The Psalms Protecting Against an Invasion
“To be sure, a special circumstance influenced the Church in incoporating the Psalter into her official prayer. Certain heterodox influences, especially Gnostic ones, were inflitrating the faithful; and these innovators gladly used songs to inject their poison. Marcion spread a Psalter of his own composition. And Barsdesanes, a heretic of the second century, published a tendentious edition of the 150 Psalms which was spread far and wide through the Syriac church. The Manicheans and Arius successfully used the same tactics. Thus, in the first centuries, heterodoxy was spread in song.
The Church set up a dike, the Psalter of Israel, against invasion. At such a juncture, the deliberate choice of Hebrew prayer was pointedly a reaction. It is, therefore, an error to interpret the permanance of the Psalter in our liturgy as a sign of conservatism and of routine, the simple survival of an ancestral practice.

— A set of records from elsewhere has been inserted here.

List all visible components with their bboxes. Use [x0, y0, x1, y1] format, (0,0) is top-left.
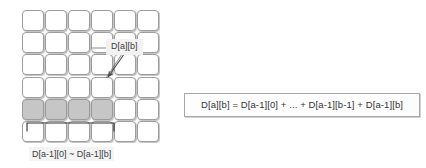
grid-cell-shaded — [45, 99, 67, 120]
grid-cell — [45, 77, 67, 98]
grid-cell-shaded — [91, 99, 113, 120]
grid-cell — [114, 77, 136, 98]
grid-cell — [91, 10, 113, 31]
grid-cell — [137, 10, 159, 31]
grid-cell — [22, 121, 44, 142]
grid-cell — [68, 54, 90, 75]
grid-cell — [114, 99, 136, 120]
grid-cell — [137, 54, 159, 75]
bracket-caption: D[a-1][0] ~ D[a-1][b] — [29, 147, 114, 161]
dp-recurrence-diagram: D[a][b] D[a-1][0] ~ D[a-1][b] D[a][b] = … — [0, 0, 426, 168]
grid-cell — [45, 121, 67, 142]
grid-cell-shaded — [68, 99, 90, 120]
grid-cell — [114, 10, 136, 31]
grid-cell — [22, 77, 44, 98]
grid-cell — [45, 32, 67, 53]
grid-cell — [68, 121, 90, 142]
grid-cell — [114, 121, 136, 142]
grid-cell — [137, 121, 159, 142]
grid-cell — [22, 54, 44, 75]
grid-cell — [45, 54, 67, 75]
grid-cell — [91, 54, 113, 75]
grid-cell — [68, 77, 90, 98]
grid-cell — [114, 54, 136, 75]
grid-cell — [137, 99, 159, 120]
grid-cell — [22, 10, 44, 31]
dp-table-grid — [22, 10, 160, 143]
grid-cell — [22, 32, 44, 53]
formula-box: D[a][b] = D[a-1][0] + ... + D[a-1][b-1] … — [184, 93, 420, 117]
grid-cell — [91, 121, 113, 142]
formula-text: D[a][b] = D[a-1][0] + ... + D[a-1][b-1] … — [201, 99, 403, 111]
grid-cell-target — [91, 77, 113, 98]
grid-cell — [68, 10, 90, 31]
grid-cell-shaded — [22, 99, 44, 120]
grid-cell — [45, 10, 67, 31]
grid-cell — [68, 32, 90, 53]
callout-label: D[a][b] — [106, 39, 143, 55]
grid-cell — [137, 77, 159, 98]
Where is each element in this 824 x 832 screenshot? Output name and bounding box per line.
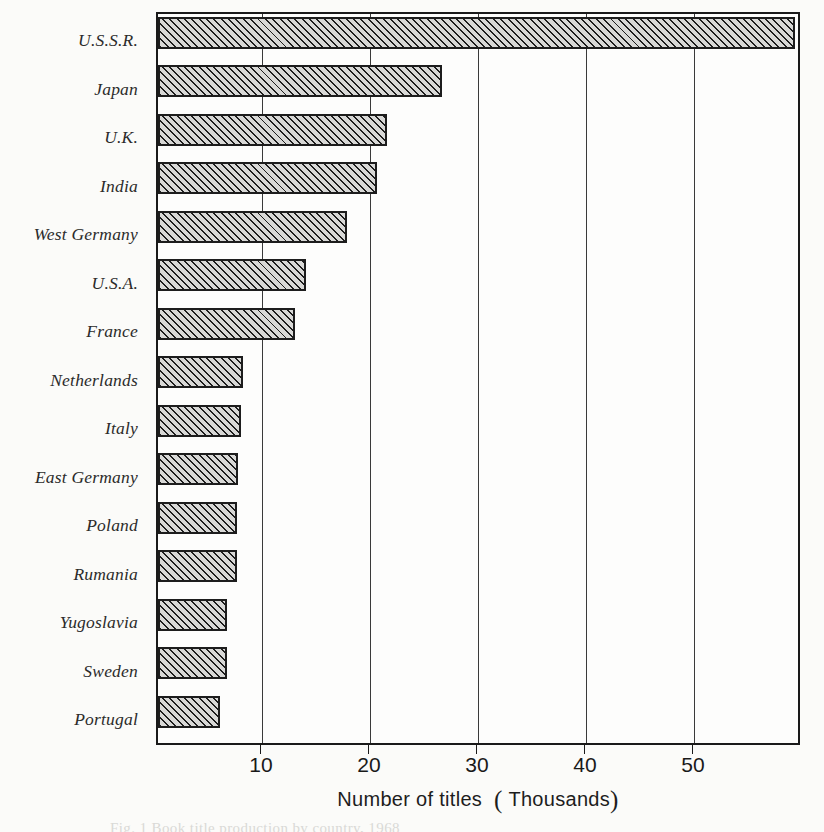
xtick-label-10: 10 bbox=[231, 754, 291, 775]
plot-area bbox=[156, 12, 800, 745]
xtick-label-40: 40 bbox=[555, 754, 615, 775]
category-label-france: France bbox=[0, 323, 138, 341]
bar-france bbox=[158, 308, 295, 340]
xtick-label-50: 50 bbox=[663, 754, 723, 775]
bar-rumania bbox=[158, 550, 237, 582]
x-axis-title-paren-close: ) bbox=[610, 786, 619, 813]
gridline-30 bbox=[478, 14, 479, 743]
category-label-japan: Japan bbox=[0, 81, 138, 99]
category-label-yugoslavia: Yugoslavia bbox=[0, 614, 138, 632]
category-label-usa: U.S.A. bbox=[0, 275, 138, 293]
bar-netherlands bbox=[158, 356, 243, 388]
category-label-sweden: Sweden bbox=[0, 663, 138, 681]
bar-uk bbox=[158, 114, 387, 146]
category-label-netherlands: Netherlands bbox=[0, 372, 138, 390]
xtick-label-30: 30 bbox=[447, 754, 507, 775]
x-axis-title: Number of titles ( Thousands) bbox=[156, 786, 800, 814]
gridline-40 bbox=[586, 14, 587, 743]
x-axis-title-main: Number of titles bbox=[337, 788, 482, 810]
bar-usa bbox=[158, 259, 306, 291]
category-label-ussr: U.S.S.R. bbox=[0, 32, 138, 50]
bar-japan bbox=[158, 65, 442, 97]
category-label-italy: Italy bbox=[0, 420, 138, 438]
gridline-50 bbox=[694, 14, 695, 743]
category-label-india: India bbox=[0, 178, 138, 196]
category-label-east-germany: East Germany bbox=[0, 469, 138, 487]
bar-portugal bbox=[158, 696, 220, 728]
category-label-west-germany: West Germany bbox=[0, 226, 138, 244]
category-label-portugal: Portugal bbox=[0, 711, 138, 729]
category-label-uk: U.K. bbox=[0, 129, 138, 147]
bar-east-germany bbox=[158, 453, 238, 485]
bar-yugoslavia bbox=[158, 599, 227, 631]
category-label-column: U.S.S.R. Japan U.K. India West Germany U… bbox=[0, 12, 148, 745]
bar-italy bbox=[158, 405, 241, 437]
bar-chart-figure: U.S.S.R. Japan U.K. India West Germany U… bbox=[0, 0, 824, 832]
bar-ussr bbox=[158, 17, 795, 49]
figure-caption: Fig. 1 Book title production by country,… bbox=[110, 820, 730, 832]
xtick-label-20: 20 bbox=[339, 754, 399, 775]
category-label-rumania: Rumania bbox=[0, 566, 138, 584]
category-label-poland: Poland bbox=[0, 517, 138, 535]
bar-poland bbox=[158, 502, 237, 534]
bar-india bbox=[158, 162, 377, 194]
bar-west-germany bbox=[158, 211, 347, 243]
bar-sweden bbox=[158, 647, 227, 679]
x-axis-title-paren-open: ( bbox=[494, 786, 503, 813]
x-axis-title-unit: Thousands bbox=[508, 788, 610, 810]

This faraway history enlightens us to the constant tradition of the Church, and in particular, to its tenacious resistance to counsel, however urgent, that the well-intention faithful have never ceased to lavish on her. From time to time, her children have indeed pressed their mother to retire the Psalter as a collection of outmoded and non-Christian, and to fashion a younger collection of spiritual songs, better adapted to the spirit of the Gospel and more in harmony with the aspirations of today. But Mater Ecclesia, without excluding eventual accommodations, persists in drawing from the ‘waters of Siloe that flow gently’: she refuses to slake her thirst at the ‘river’ which unloosens ruin (Is. 8:6 ff). She mistrusts oversimplified and hazardous solutions.”
(The Songs of the People of God by Charles Hauret, p. 23-24)

For Jews, the Psalms were always included with prayers made throughout the day, Acts 3:1, Acts 10:9, for example. What started “organically” became “official” through continued use.
Interesting site Mark, glad I stopped by. BTW, I haven’t scanned your philosophy section yet. I’ve read and enjoyed “How To Think About The Great Ideas” by Mortimer J. Adler, – wondered if you’ve tried that one yet.